From: Grant Callaghan (grantc4@hotmail.com)
Date: Wed 13 Nov 2002 - 15:05:12 GMT
>
>Ok here's the premise: Memes (however much of an absolutist you are) are
>a useful way to move behavioural evolution along more quickly than genetic
>evolution. I (as an absolutist) believe that our whole personality and
>thread of conciousness is made of memes (meme-like things) interacting in
>complex, fluid ecologies. So how does such a mind (or even the sub-mind of
>a sub-concious beast that can learn) build an interface between the
>meme(-like thing) structures and the body they inhabit?
>
>I think (bear with me now...) there are *effectively* antennae that pick
>up unreal (i.e. 'imagined') aspects of memes from the dominant memeplex
>(stream of conciousness) at a given moment (leg movements etc. for running
>for a bus for e.g.). I think that we can almost see these antennae if we
>look at gross brain anatomy (i.e. we can't see the aerials but we can see
>the listening stations):
>
>If you chop your brain (theoretically) vertically and across just in
>front of your ears you'll basically divide it (as far as I can see) into
>mind and 'the rest' (sensory deciphering, movement and visceral
>control - language is a *very* late arrival and I think that
>Broca's/Wernicke's [er...] areas are a special weird case).
>
>The change occurs around that central sulcus - the gyrus in front is
>pre-motor, behind is motor (the one 'wired in' to your actual muscles etc).

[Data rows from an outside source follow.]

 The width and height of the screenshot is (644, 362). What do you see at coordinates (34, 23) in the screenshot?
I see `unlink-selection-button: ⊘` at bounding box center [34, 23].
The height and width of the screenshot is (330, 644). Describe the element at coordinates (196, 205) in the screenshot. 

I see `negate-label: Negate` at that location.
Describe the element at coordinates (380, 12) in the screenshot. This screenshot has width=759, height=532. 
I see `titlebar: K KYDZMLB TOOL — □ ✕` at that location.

>I reckon pre-motor 'resonates' (pick a word) somehow with aspects of memes
>and translates the message into hardware-speak. I say this because the
>whole of your body is effectively linearised along that interface between
>mind and the rest. Incidentally at the bottom(ish) is your hippocampus too
>- responsible for making fleeting memes permanent but under control of old
>centres (remember pleasure/fear etc first, then the specific mem(e)ory).
>
>Thoughts?
>
Your division seems fine except for two things: first, you forgot the divide
from top to bottom, with the top being the most lately added part of the
structure and second, the various finctions of the brain (and thus the mind)

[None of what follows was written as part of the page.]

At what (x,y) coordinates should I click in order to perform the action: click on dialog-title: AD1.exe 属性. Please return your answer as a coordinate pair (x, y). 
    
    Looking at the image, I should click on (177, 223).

are in constant flux with structures being dropped and rebuilt based on the
interaction between body and the environment. I don't know how to explain
the fact that a person can lose up to 50% of brain mass and still function
as a human being. The remaining areas of the brain take over the functions
that were previously being handled by the missing part of the brain. In
addition, when a person loses a limb, for example, the brain rewires itself
to use the area of the brain no longer needed by that limb for other things.
So, generally, I'd say your structure is fairly correct but it is not the
only structure possible. Somehow the brain manages to redirect many
functions to other places when faced with brain damage. Another experiment
I saw on PBS showed a person who was blindfolded for a week and started
learning braile. The area utilized by the eyes (the rear portion of the
brain) shifted to processing touch instead. When the blindfold was removed,
the rear of the brain went back to processing sight (with a slight period of
adjustment). In other words, the structure of the brain is capable of
adjusting to the circumstances of its existence.